Whitney Johnson | President & Co Founder Of Rose Park Advisors.

Whitney Johnson

Whitney Johnson is the leading thinker on driving corporate innovation through personal disruption. She formerly co-founded Rose Park Advisors, a boutique investment firm, with Clayton Christensen, and was an Institutional Investor-ranked analyst for eight consecutive years, including at Merrill Lynch. She is a frequent contributor to the Harvard Business Review, was named a Future Thinker Finalist by Management Thinkers50 in 2013, co-founded Forty Women Over 40 to Watch, and was one of Fortune’s 55 Most Influential Women on Twitter in 2014.

Whitney Johnson 3My Definition Of Success | Through my thirties, success was about going after the brass ring. In high school, it was making cheerleader; in college, playing piano in the jazz band; in my twenties, becoming an investment banker; in my thirties, achieving plaudits as stock analyst. I will probably never rid myself completely of the need for the brass ring, but I’ve now lived enough of life (and been beaten up enough) to say that success — distilled – is moving from stuck to unstuck.

My Highlights | I am proud of my career. When I first arrived on Wall Street, I was a music major who had never set foot in a business course, with no connections, and very little confidence. I then moved up from secretary to banker to equity analyst and eventually co-founded an investment firm with Clayton Christensen, a professor at the Harvard Business School.
I am very proud of my family life. My parents didn’t have a happy marriage. They married because my mother was pregnant with me. Divorced when I was 17. I have now been married for 28 years. We have two children, a son who is on a mission in Brazil, and a daughter who is a freshman in high school. We are not perfect as a family, just ask my children, but we are happy.

The Difference Between Good And Great | Because our strengths involve something we do reflexively well, we tend to overlook them, and to devalue them. The difference between people that are good at what they do and great is they value their strengths, play to them, AND do the work of improving upon them.

A Key Talent | I am a gifted coach. I didn’t realize this until 2-3 years ago when I finally stopped shrugging the compliment off. It was as natural as breathing. How could that possibly be strength? So, step #1 to identifying one of your superpowers is to listen to what compliments you receive that you typically dismiss.Whitnet Johnson 2Even after you begin to realize you are good at something, you will be inclined to give it away because it makes you feel strong and powerful when you do it. But it’s still in stealth mode – because we undervalue what we are. So step #2 is to name this strength. Put this superpower on your resume. Finally, step #3 is to put a value on the strength. As you become aware of, name and value your strengths, you begin to own them. That’s when you start to step into your power.

The Characteristics Of Success | Personal Disruption: The act of using a practice employed by companies – wherein a product deemed inferior by the market leader (Amazon v. Borders, Uber v. Yellow Cab) eventually upends the industry – and applying it to yourself and your career.
From walking through the secretarial side door onto Wall Street, to walking off of Wall Street to become an entrepreneur, I have continually been willing to disrupt myself. This is a skill-set that I believe gives me a competitive edge in a world of accelerating disruption.

Principles I Live By | When I was 13 years old, I heard the song As from Stevie Wonder’s Songs in the Key Of Life. One line, in particular, encapsulates my deeply held beliefs. “You can bet your life, and that, and twice its double, that God knew exactly where He wanted you to be placed.”  This lyric reminds me that who we are and what we do matters.

Critical Skills I Develop | Being grateful. Because I am so achievement-oriented, it can be really easy to be bitter when things don’t go as planned. There have been lots of times when things haven’t gone my way, like being fired to backing a business that imploded. I had to decide if I would be bitter or grateful. Bitterness would have destroyed me. So I chose grateful.

Whitney JohnsonMy Future Dreams And Ambitions | I would like to write a NY Times bestselling book.

The Legacy I Would Like To Leave | If the people within my sphere, especially my children, believe it is their privilege and birthright to dream and disrupt, I will die a happy woman.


== Task item ==
Your answer must match the records word for word and contain no pictures.

== Data under study ==
+++

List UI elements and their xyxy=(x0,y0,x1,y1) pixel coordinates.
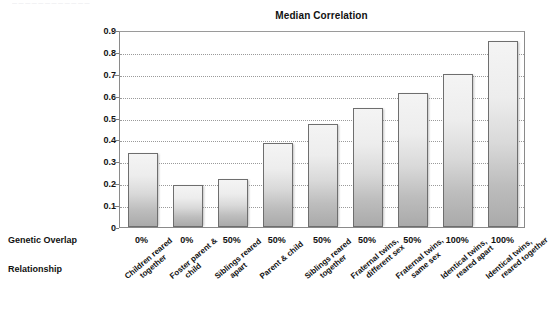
gridline xyxy=(120,54,524,55)
y-axis-tick-label: 0 xyxy=(90,224,116,233)
y-axis-tick-mark xyxy=(114,97,119,98)
y-axis-tick-label: 0.4 xyxy=(90,136,116,145)
y-axis-tick-mark xyxy=(114,53,119,54)
genetic-overlap-value: 0% xyxy=(120,235,164,245)
y-axis-tick-mark xyxy=(114,140,119,141)
y-axis-tick-mark xyxy=(114,228,119,229)
genetic-overlap-row-label: Genetic Overlap xyxy=(8,235,77,245)
bar xyxy=(263,143,293,227)
bar xyxy=(173,185,203,227)
bar xyxy=(488,41,518,227)
y-axis-tick-label: 0.1 xyxy=(90,202,116,211)
y-axis-tick-mark xyxy=(114,75,119,76)
relationship-row-values: Children rearedtogetherFoster parent &ch… xyxy=(119,252,539,330)
y-axis-tick-mark xyxy=(114,31,119,32)
y-axis-tick-mark xyxy=(114,162,119,163)
y-axis-tick-label: 0.8 xyxy=(90,49,116,58)
chart-title: Median Correlation xyxy=(118,10,525,21)
y-axis-tick-label: 0.3 xyxy=(90,158,116,167)
plot-area xyxy=(119,31,525,228)
y-axis-tick-label: 0.6 xyxy=(90,93,116,102)
bar xyxy=(443,74,473,227)
bar xyxy=(218,179,248,227)
bar xyxy=(353,108,383,227)
bar xyxy=(308,124,338,227)
genetic-overlap-row-values: 0%0%50%50%50%50%50%100%100% xyxy=(119,235,525,249)
y-axis-tick-mark xyxy=(114,119,119,120)
y-axis-tick-label: 0.9 xyxy=(90,27,116,36)
y-axis-tick-label: 0.5 xyxy=(90,115,116,124)
y-axis-tick-label: 0.7 xyxy=(90,71,116,80)
relationship-row-label: Relationship xyxy=(8,264,62,274)
y-axis-tick-mark xyxy=(114,206,119,207)
bar xyxy=(398,93,428,227)
y-axis-tick-mark xyxy=(114,184,119,185)
bar xyxy=(128,153,158,227)
y-axis-tick-labels: 0.90.80.70.60.50.40.30.20.10 xyxy=(88,0,116,330)
y-axis-tick-label: 0.2 xyxy=(90,180,116,189)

+++

== Exercise answer ==
List UI elements and their xyxy=(x0,y0,x1,y1) pixel coordinates.
gridline xyxy=(120,54,524,55)
y-axis-tick-label: 0 xyxy=(90,224,116,233)
y-axis-tick-mark xyxy=(114,97,119,98)
y-axis-tick-label: 0.4 xyxy=(90,136,116,145)
y-axis-tick-mark xyxy=(114,53,119,54)
genetic-overlap-value: 0% xyxy=(120,235,164,245)
y-axis-tick-mark xyxy=(114,140,119,141)
y-axis-tick-mark xyxy=(114,228,119,229)
genetic-overlap-row-label: Genetic Overlap xyxy=(8,235,77,245)
bar xyxy=(263,143,293,227)
bar xyxy=(173,185,203,227)
bar xyxy=(488,41,518,227)
y-axis-tick-label: 0.1 xyxy=(90,202,116,211)
y-axis-tick-mark xyxy=(114,75,119,76)
relationship-row-values: Children rearedtogetherFoster parent &ch… xyxy=(119,252,539,330)
y-axis-tick-mark xyxy=(114,31,119,32)
y-axis-tick-mark xyxy=(114,162,119,163)
y-axis-tick-label: 0.8 xyxy=(90,49,116,58)
chart-title: Median Correlation xyxy=(118,10,525,21)
y-axis-tick-label: 0.3 xyxy=(90,158,116,167)
plot-area xyxy=(119,31,525,228)
y-axis-tick-label: 0.6 xyxy=(90,93,116,102)
bar xyxy=(443,74,473,227)
bar xyxy=(218,179,248,227)
bar xyxy=(353,108,383,227)
bar xyxy=(308,124,338,227)
genetic-overlap-row-values: 0%0%50%50%50%50%50%100%100% xyxy=(119,235,525,249)
y-axis-tick-mark xyxy=(114,119,119,120)
y-axis-tick-label: 0.9 xyxy=(90,27,116,36)
y-axis-tick-label: 0.5 xyxy=(90,115,116,124)
y-axis-tick-label: 0.7 xyxy=(90,71,116,80)
relationship-row-label: Relationship xyxy=(8,264,62,274)
y-axis-tick-mark xyxy=(114,206,119,207)
bar xyxy=(398,93,428,227)
y-axis-tick-mark xyxy=(114,184,119,185)
bar xyxy=(128,153,158,227)
y-axis-tick-labels: 0.90.80.70.60.50.40.30.20.10 xyxy=(88,0,116,330)
y-axis-tick-label: 0.2 xyxy=(90,180,116,189)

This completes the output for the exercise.